Selasa, 02 Agustus 2011

Tuesday afternoon at the Question Emporium


After attending a conference, I made some great connections with aspiring authors. We created a critique group and it just happened that my manuscript was the first to be disseminated. A couple of the other authors in our critique group decided to do complete rewrites of their manuscripts while reading my final draft. Three weeks later, I received one person's newest draft. Much to my surprise, fifty pages into the manuscript, I discovered three of my most carefully crafted metaphors (and I'm not talking about some cliche like "the place was crawling with cops") in her book. I noted it in the margin of her document, but I really feel that more should be said. I feel violated as an author and a person.

My manuscript has been requested by several literary agents and so it does stand a chance to be published. I worry about someone else querying a novel in the same genre with my words and ideas written as her own.


How should I deal with this situation? I have no problem confronting the writer, but I would like to do so in a professional manner.



So, now I have to actually write all my own metaphors?  I steal from people all the time.  You think I made up "slithery Barbara Poelle" and  "posse of Fabulosity?" Hell no. I stole them from Twitter and use them without shame. The first use of "Herpet-American assistant" for my stuffed 14-foot boa was by Abby Zidle. You'll notice you never see her name mentioned again when I use it.

A carefully crafted metaphor is what: five words?

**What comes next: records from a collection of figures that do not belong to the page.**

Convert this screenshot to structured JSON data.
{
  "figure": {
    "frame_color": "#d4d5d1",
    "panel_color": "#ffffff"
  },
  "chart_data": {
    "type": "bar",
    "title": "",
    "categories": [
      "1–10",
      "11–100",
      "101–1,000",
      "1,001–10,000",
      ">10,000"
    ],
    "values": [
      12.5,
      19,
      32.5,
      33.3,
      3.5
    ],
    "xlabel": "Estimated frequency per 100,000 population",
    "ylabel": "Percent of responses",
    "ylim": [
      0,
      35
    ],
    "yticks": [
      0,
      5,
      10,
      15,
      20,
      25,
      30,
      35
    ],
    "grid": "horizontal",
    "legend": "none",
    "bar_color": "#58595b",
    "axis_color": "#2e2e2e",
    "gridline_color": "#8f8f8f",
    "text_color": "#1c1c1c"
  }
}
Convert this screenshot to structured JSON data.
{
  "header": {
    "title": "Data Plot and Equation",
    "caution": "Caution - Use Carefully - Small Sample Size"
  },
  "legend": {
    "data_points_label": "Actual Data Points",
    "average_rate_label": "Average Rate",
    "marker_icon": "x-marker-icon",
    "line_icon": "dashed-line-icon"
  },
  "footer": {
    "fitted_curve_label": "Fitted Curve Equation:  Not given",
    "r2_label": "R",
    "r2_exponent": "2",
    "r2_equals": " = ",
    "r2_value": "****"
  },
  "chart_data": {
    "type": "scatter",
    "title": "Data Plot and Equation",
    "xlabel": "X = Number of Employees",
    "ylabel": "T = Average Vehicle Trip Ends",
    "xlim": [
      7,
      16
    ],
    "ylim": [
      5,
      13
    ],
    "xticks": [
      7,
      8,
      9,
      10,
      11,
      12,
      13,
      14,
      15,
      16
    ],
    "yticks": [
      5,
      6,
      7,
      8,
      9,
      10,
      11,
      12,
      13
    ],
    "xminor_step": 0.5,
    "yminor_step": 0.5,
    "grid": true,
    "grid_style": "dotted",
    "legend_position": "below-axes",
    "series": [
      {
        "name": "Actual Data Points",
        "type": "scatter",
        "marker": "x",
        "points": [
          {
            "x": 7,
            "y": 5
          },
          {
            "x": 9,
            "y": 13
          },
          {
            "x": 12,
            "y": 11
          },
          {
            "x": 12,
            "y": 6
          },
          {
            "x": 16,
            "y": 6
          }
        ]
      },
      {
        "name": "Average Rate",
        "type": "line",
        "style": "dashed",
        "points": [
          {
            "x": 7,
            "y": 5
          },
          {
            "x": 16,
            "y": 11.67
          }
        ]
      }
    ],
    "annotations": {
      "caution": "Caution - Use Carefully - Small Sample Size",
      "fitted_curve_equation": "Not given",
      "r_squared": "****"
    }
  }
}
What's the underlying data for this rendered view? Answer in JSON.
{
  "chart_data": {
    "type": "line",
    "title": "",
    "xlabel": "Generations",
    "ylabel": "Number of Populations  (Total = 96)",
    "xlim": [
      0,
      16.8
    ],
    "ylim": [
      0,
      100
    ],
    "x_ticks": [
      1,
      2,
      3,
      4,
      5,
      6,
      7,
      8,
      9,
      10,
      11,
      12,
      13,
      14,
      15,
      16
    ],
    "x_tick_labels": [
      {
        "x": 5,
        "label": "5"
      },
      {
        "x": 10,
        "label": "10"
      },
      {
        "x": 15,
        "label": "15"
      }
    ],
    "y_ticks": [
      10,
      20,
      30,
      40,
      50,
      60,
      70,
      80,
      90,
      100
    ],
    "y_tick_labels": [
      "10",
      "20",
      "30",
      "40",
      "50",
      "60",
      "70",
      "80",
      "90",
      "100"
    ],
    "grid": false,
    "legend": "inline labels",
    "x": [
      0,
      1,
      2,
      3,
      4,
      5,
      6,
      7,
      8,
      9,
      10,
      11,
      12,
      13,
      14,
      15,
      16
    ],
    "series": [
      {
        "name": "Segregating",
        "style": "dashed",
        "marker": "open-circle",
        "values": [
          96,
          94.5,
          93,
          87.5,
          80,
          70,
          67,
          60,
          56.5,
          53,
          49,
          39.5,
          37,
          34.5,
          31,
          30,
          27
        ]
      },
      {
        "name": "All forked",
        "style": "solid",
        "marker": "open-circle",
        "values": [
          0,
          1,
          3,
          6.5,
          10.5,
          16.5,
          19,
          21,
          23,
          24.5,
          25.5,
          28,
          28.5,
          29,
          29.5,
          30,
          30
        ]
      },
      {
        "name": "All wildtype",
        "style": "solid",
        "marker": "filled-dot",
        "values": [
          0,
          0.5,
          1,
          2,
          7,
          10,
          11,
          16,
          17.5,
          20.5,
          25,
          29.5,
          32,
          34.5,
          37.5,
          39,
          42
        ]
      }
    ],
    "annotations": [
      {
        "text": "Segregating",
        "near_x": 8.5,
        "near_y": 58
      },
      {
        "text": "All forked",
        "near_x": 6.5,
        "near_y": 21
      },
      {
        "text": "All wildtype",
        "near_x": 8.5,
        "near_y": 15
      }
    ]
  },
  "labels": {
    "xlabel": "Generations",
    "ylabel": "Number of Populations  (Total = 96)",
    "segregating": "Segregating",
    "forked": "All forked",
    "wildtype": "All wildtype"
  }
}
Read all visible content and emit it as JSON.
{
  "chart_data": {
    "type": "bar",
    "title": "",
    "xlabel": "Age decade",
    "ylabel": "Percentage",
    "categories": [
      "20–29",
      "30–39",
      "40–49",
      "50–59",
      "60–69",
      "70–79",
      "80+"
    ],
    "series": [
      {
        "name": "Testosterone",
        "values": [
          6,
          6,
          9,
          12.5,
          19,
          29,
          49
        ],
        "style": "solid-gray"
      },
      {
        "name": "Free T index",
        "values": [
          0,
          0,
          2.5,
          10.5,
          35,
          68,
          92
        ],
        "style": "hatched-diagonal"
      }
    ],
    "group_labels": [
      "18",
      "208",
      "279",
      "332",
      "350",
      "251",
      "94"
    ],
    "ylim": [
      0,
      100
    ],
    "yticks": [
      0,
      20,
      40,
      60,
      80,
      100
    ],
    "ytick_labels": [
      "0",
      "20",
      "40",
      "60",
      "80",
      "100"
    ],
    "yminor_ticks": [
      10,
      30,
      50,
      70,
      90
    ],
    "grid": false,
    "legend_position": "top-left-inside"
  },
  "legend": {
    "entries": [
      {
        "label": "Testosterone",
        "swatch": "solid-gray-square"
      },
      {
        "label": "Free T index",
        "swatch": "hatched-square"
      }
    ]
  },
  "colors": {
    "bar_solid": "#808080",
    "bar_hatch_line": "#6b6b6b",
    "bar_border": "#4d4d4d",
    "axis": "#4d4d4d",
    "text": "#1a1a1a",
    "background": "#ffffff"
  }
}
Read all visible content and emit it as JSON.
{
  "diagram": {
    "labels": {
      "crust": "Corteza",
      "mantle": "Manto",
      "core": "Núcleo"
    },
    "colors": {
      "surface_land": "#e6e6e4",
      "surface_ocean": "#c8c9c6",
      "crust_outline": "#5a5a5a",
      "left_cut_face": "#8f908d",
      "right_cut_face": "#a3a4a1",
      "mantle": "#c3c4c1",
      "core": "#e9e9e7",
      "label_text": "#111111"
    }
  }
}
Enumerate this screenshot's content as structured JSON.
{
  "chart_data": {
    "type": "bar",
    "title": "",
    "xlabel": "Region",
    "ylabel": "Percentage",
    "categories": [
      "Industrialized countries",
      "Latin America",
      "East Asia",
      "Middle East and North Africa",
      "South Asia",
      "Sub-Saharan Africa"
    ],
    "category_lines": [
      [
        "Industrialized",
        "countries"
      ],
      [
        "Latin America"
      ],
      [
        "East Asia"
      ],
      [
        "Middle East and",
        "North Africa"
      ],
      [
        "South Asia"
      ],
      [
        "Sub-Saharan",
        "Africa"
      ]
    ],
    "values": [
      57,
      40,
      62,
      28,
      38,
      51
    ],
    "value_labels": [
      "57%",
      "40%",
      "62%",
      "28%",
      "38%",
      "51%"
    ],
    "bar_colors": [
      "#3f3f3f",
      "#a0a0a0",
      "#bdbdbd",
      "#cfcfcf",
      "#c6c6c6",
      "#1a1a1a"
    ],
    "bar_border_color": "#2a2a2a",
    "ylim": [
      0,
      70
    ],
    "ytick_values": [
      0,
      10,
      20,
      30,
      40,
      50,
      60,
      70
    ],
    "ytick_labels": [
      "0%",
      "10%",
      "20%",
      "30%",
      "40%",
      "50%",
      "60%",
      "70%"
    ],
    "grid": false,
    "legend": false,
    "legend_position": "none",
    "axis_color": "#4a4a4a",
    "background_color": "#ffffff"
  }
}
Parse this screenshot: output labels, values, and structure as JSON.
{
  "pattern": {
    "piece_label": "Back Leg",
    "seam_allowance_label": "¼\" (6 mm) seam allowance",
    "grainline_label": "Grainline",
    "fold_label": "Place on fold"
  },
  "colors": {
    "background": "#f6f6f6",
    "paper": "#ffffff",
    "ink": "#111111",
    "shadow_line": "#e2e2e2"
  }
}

Six?  No matter how you slice and dice it** that's fair use.

And let's stand at the other side of this and remember that if she read it in your manuscript first, it was a metaphor that felt so true and so real that it sank into her mind and became exactly how something is described.  Imitation is the sincerest form of flattery** and all that.

I recognize plagiarism is a very VERY serious problem, but this is hitting an ant with an anvil.**  Just note in the margins something breezy like "I'm so glad you liked my metaphor!" No need to call the police quite yet.

I assure you that there isn't going to be a problem with an agent reading your work or hers and wondering who came up with the metaphor first.

And you can't protect ideas. Don't even think about worrying about that. Even if every writer in your group started with your EXACT idea, the execution would be totally different. Don't believe me? Look at any of the writing contests on this blog and others. Everyone starts with the same word prompts or hints and no one comes close to writing the same story as anyone else.

You need to get used to the idea that people will use your words either intentionally or un.  What are you going to do when you're published? Pursue everyone who uses your phrase on their blog?

Simmer down. Write. Quit obsessing.  If you feel the need to obsess about things, the number of angels that can dance on the head of a pin is still up for debate.**

You're at the top of a slippery slope** that leads to people sending me password protected manuscripts; asking about how we watermark manuscripts; or being unwilling to even query me until I've answered 15 questions verifying I won't steal their work. This is not the slope you want to sled down.